June 5, 2010

Rainbow Sripes!

On Day 108, Mr. Bender turned out the lights and we saw some pretty special rainbows! Our spectroscopes allowed us to see what lights were really made up of, and we viewed several different light sources to compare and contrast. Here are a few we saw:

Hydrogen:

Neon:

Natural (Sunlight):


Fluorescent (in the ceiling):


As human beings, we can only see from 400 nanometers to 700 nanometers. Anything after or before that is not visible to the human eye. At first, we had a little difficulty using them, as we did not know exactly know what we were looking for. Mr. Bender cleared that up pretty soon, when he realized some of us were confused. But after that, we started noticing all these random lines and dark spaces....

So what causes the jerky rainbow? These brights lines or stripes are called spectral lines, and they exist because energy in light drops in quantums (discovered by Max Planck ). A quantum is a tiny packet of electric charge and light in an atom. When losing or gaining energy, an atom must gain or lose an entire quantum of energy. And results from each of these jumps or drops in a bright stripe, which we can see! Any jump or drop too high goes into the UV range, and we can't see those.

Who gets credit for doing the work? Well Bohr, a Danish physicist in the 20th century, did a lot of the work. He calculated and did the work involved in figuring out the energies in a quantum, but there is a slight issue: his work was only true for Hydrogen! However, his contribution is still great and he gave us a lot of work with. Bohr said that electrons can only occupy certain orbits at certain energy levels, and that electrons have special "allowed" energies. Energy is only absorbed or emitted to move an electron from one "allowed" energy state to another.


# Exercise objective:
Pull each line holding "Shipping" out of the entries below.

++++ Provided material

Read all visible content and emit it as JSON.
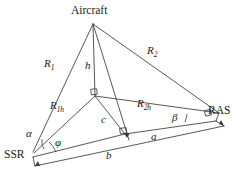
{
  "figure": {
    "type": "geometry-diagram",
    "stroke_color": "#3a3a3a",
    "text_color": "#1a1a1a",
    "background_color": "#ffffff"
  },
  "nodes": {
    "aircraft": {
      "label": "Aircraft",
      "x": 93,
      "y": 22
    },
    "ssr": {
      "label": "SSR",
      "x": 32,
      "y": 155
    },
    "ras": {
      "label": "RAS",
      "x": 221,
      "y": 111
    },
    "ground_projection": {
      "label": "",
      "x": 95,
      "y": 96
    },
    "foot_point": {
      "label": "",
      "x": 125,
      "y": 135
    }
  },
  "segments": {
    "r1": {
      "label": "R",
      "subscript": "1",
      "from": "aircraft",
      "to": "ssr"
    },
    "r2": {
      "label": "R",
      "subscript": "2",
      "from": "aircraft",
      "to": "ras"
    },
    "r1h": {
      "label": "R",
      "subscript": "1h",
      "from": "ground_projection",
      "to": "ssr"
    },
    "r2h": {
      "label": "R",
      "subscript": "2h",
      "from": "ground_projection",
      "to": "ras"
    },
    "h": {
      "label": "h",
      "subscript": "",
      "from": "aircraft",
      "to": "ground_projection"
    },
    "c": {
      "label": "c",
      "subscript": "",
      "from": "ground_projection",
      "to": "foot_point"
    },
    "a": {
      "label": "a",
      "subscript": "",
      "from": "foot_point",
      "to": "ras"
    },
    "b": {
      "label": "b",
      "subscript": "",
      "from": "ssr",
      "to": "ras"
    }
  },
  "angles": {
    "alpha": {
      "label": "α",
      "at": "ssr"
    },
    "beta": {
      "label": "β",
      "at": "ras"
    },
    "phi": {
      "label": "φ",
      "at": "ssr"
    }
  },
  "markers": {
    "right_angle_count": 3,
    "arrowhead_count": 2
  }
}
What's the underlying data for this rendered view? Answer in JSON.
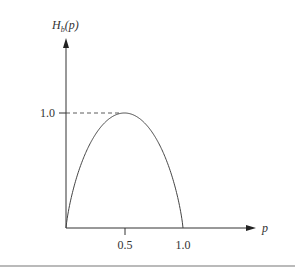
{
  "chart_data": {
    "type": "line",
    "title": "",
    "xlabel": "p",
    "ylabel": "H_b(p)",
    "ylabel_main": "H",
    "ylabel_sub": "b",
    "ylabel_arg": "(p)",
    "x_ticks": [
      "0.5",
      "1.0"
    ],
    "y_ticks": [
      "1.0"
    ],
    "xlim": [
      0,
      1.0
    ],
    "ylim": [
      0,
      1.0
    ],
    "grid": false,
    "legend": null,
    "annotations": [
      "dashed line from y-axis at 1.0 to curve maximum at p=0.5"
    ],
    "series": [
      {
        "name": "binary entropy H_b(p)",
        "x": [
          0,
          0.05,
          0.1,
          0.2,
          0.3,
          0.4,
          0.5,
          0.6,
          0.7,
          0.8,
          0.9,
          0.95,
          1.0
        ],
        "values": [
          0,
          0.286,
          0.469,
          0.722,
          0.881,
          0.971,
          1.0,
          0.971,
          0.881,
          0.722,
          0.469,
          0.286,
          0
        ]
      }
    ]
  }
}
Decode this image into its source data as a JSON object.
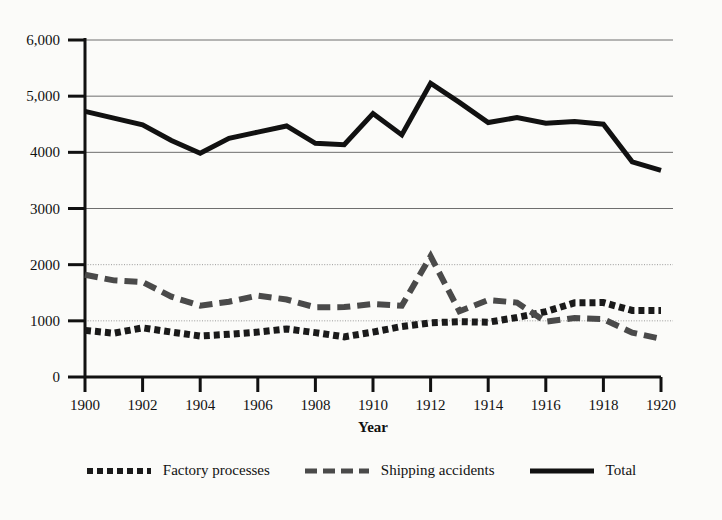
{
  "chart_data": {
    "type": "line",
    "title": "",
    "subtitle": "",
    "xlabel": "Year",
    "ylabel": "",
    "x": [
      1900,
      1901,
      1902,
      1903,
      1904,
      1905,
      1906,
      1907,
      1908,
      1909,
      1910,
      1911,
      1912,
      1913,
      1914,
      1915,
      1916,
      1917,
      1918,
      1919,
      1920
    ],
    "xticks": [
      "1900",
      "1902",
      "1904",
      "1906",
      "1908",
      "1910",
      "1912",
      "1914",
      "1916",
      "1918",
      "1920"
    ],
    "xtick_values": [
      1900,
      1902,
      1904,
      1906,
      1908,
      1910,
      1912,
      1914,
      1916,
      1918,
      1920
    ],
    "yticks": [
      "0",
      "1000",
      "2000",
      "3000",
      "4000",
      "5,000",
      "6,000"
    ],
    "ytick_values": [
      0,
      1000,
      2000,
      3000,
      4000,
      5000,
      6000
    ],
    "xlim": [
      1900,
      1920
    ],
    "ylim": [
      0,
      6000
    ],
    "grid": "horizontal",
    "legend_position": "bottom-center",
    "series": [
      {
        "name": "Factory processes",
        "style": "dotted",
        "color": "#1a1a1a",
        "values": [
          830,
          780,
          875,
          800,
          730,
          760,
          800,
          855,
          790,
          715,
          800,
          900,
          965,
          985,
          975,
          1060,
          1165,
          1320,
          1325,
          1185,
          1185
        ]
      },
      {
        "name": "Shipping accidents",
        "style": "dashed",
        "color": "#4a4a4a",
        "values": [
          1820,
          1720,
          1690,
          1430,
          1270,
          1340,
          1450,
          1380,
          1240,
          1245,
          1300,
          1270,
          2150,
          1170,
          1370,
          1325,
          985,
          1050,
          1030,
          790,
          680
        ]
      },
      {
        "name": "Total",
        "style": "solid",
        "color": "#111111",
        "values": [
          4730,
          4610,
          4490,
          4210,
          3985,
          4250,
          4360,
          4470,
          4160,
          4135,
          4690,
          4310,
          5230,
          4890,
          4530,
          4620,
          4520,
          4550,
          4500,
          3830,
          3680
        ]
      }
    ]
  },
  "legend": {
    "items": [
      {
        "label": "Factory processes",
        "swatch": "dotted-line-swatch"
      },
      {
        "label": "Shipping accidents",
        "swatch": "dashed-line-swatch"
      },
      {
        "label": "Total",
        "swatch": "solid-line-swatch"
      }
    ]
  },
  "axis": {
    "x_title": "Year"
  }
}
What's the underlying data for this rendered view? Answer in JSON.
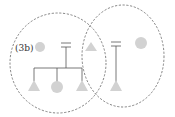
{
  "diagram": {
    "label": "(3b)",
    "colors": {
      "shape_fill": "#d2d2d2",
      "line": "#555555",
      "ellipse_stroke": "#666666"
    },
    "groups": [
      {
        "name": "left-group",
        "members": [
          "circle",
          "equals-marker",
          "triangle",
          "circle",
          "triangle"
        ]
      },
      {
        "name": "right-group",
        "members": [
          "triangle",
          "equals-marker",
          "triangle",
          "circle"
        ]
      }
    ]
  }
}
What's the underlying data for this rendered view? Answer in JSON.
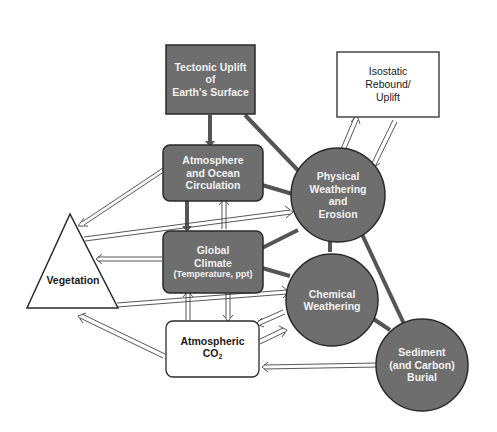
{
  "diagram": {
    "colors": {
      "filled_node": "#6e6e6e",
      "outline": "#2a2a2a",
      "light_text": "#f2f2f2",
      "dark_text": "#1a1a1a",
      "background": "#ffffff"
    },
    "nodes": {
      "tectonic": {
        "shape": "rectangle",
        "fill": "gray",
        "lines": [
          "Tectonic Uplift",
          "of",
          "Earth's Surface"
        ]
      },
      "isostatic": {
        "shape": "rectangle",
        "fill": "white",
        "lines": [
          "Isostatic",
          "Rebound/",
          "Uplift"
        ]
      },
      "atmosphere_ocean": {
        "shape": "rounded-rectangle",
        "fill": "gray",
        "lines": [
          "Atmosphere",
          "and Ocean",
          "Circulation"
        ]
      },
      "physical_weathering": {
        "shape": "circle",
        "fill": "gray",
        "lines": [
          "Physical",
          "Weathering",
          "and",
          "Erosion"
        ]
      },
      "global_climate": {
        "shape": "rounded-rectangle",
        "fill": "gray",
        "lines": [
          "Global",
          "Climate"
        ],
        "subtitle": "(Temperature, ppt)"
      },
      "vegetation": {
        "shape": "triangle",
        "fill": "white",
        "lines": [
          "Vegetation"
        ]
      },
      "chemical_weathering": {
        "shape": "circle",
        "fill": "gray",
        "lines": [
          "Chemical",
          "Weathering"
        ]
      },
      "atmospheric_co2": {
        "shape": "rounded-rectangle",
        "fill": "white",
        "lines": [
          "Atmospheric"
        ],
        "formula_main": "CO",
        "formula_sub": "2"
      },
      "sediment_burial": {
        "shape": "circle",
        "fill": "gray",
        "lines": [
          "Sediment",
          "(and Carbon)",
          "Burial"
        ]
      }
    },
    "edges": [
      {
        "from": "Tectonic Uplift of Earth's Surface",
        "to": "Atmosphere and Ocean Circulation",
        "style": "solid"
      },
      {
        "from": "Tectonic Uplift of Earth's Surface",
        "to": "Physical Weathering and Erosion",
        "style": "solid"
      },
      {
        "from": "Atmosphere and Ocean Circulation",
        "to": "Physical Weathering and Erosion",
        "style": "solid"
      },
      {
        "from": "Atmosphere and Ocean Circulation",
        "to": "Global Climate",
        "style": "solid"
      },
      {
        "from": "Global Climate",
        "to": "Atmosphere and Ocean Circulation",
        "style": "hollow"
      },
      {
        "from": "Atmosphere and Ocean Circulation",
        "to": "Vegetation",
        "style": "hollow"
      },
      {
        "from": "Vegetation",
        "to": "Physical Weathering and Erosion",
        "style": "hollow"
      },
      {
        "from": "Global Climate",
        "to": "Physical Weathering and Erosion",
        "style": "solid"
      },
      {
        "from": "Global Climate",
        "to": "Chemical Weathering",
        "style": "solid"
      },
      {
        "from": "Global Climate",
        "to": "Vegetation",
        "style": "hollow"
      },
      {
        "from": "Vegetation",
        "to": "Chemical Weathering",
        "style": "hollow"
      },
      {
        "from": "Atmospheric CO2",
        "to": "Global Climate",
        "style": "hollow"
      },
      {
        "from": "Global Climate",
        "to": "Atmospheric CO2",
        "style": "hollow"
      },
      {
        "from": "Atmospheric CO2",
        "to": "Vegetation",
        "style": "hollow"
      },
      {
        "from": "Chemical Weathering",
        "to": "Atmospheric CO2",
        "style": "hollow"
      },
      {
        "from": "Atmospheric CO2",
        "to": "Chemical Weathering",
        "style": "hollow"
      },
      {
        "from": "Sediment (and Carbon) Burial",
        "to": "Atmospheric CO2",
        "style": "hollow"
      },
      {
        "from": "Physical Weathering and Erosion",
        "to": "Chemical Weathering",
        "style": "solid"
      },
      {
        "from": "Physical Weathering and Erosion",
        "to": "Sediment (and Carbon) Burial",
        "style": "solid"
      },
      {
        "from": "Chemical Weathering",
        "to": "Sediment (and Carbon) Burial",
        "style": "solid"
      },
      {
        "from": "Physical Weathering and Erosion",
        "to": "Isostatic Rebound/Uplift",
        "style": "hollow"
      },
      {
        "from": "Isostatic Rebound/Uplift",
        "to": "Physical Weathering and Erosion",
        "style": "hollow"
      }
    ]
  }
}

++++++++

# Exercise answer:
        "name": "Shipping accidents",
        "label": "Shipping accidents",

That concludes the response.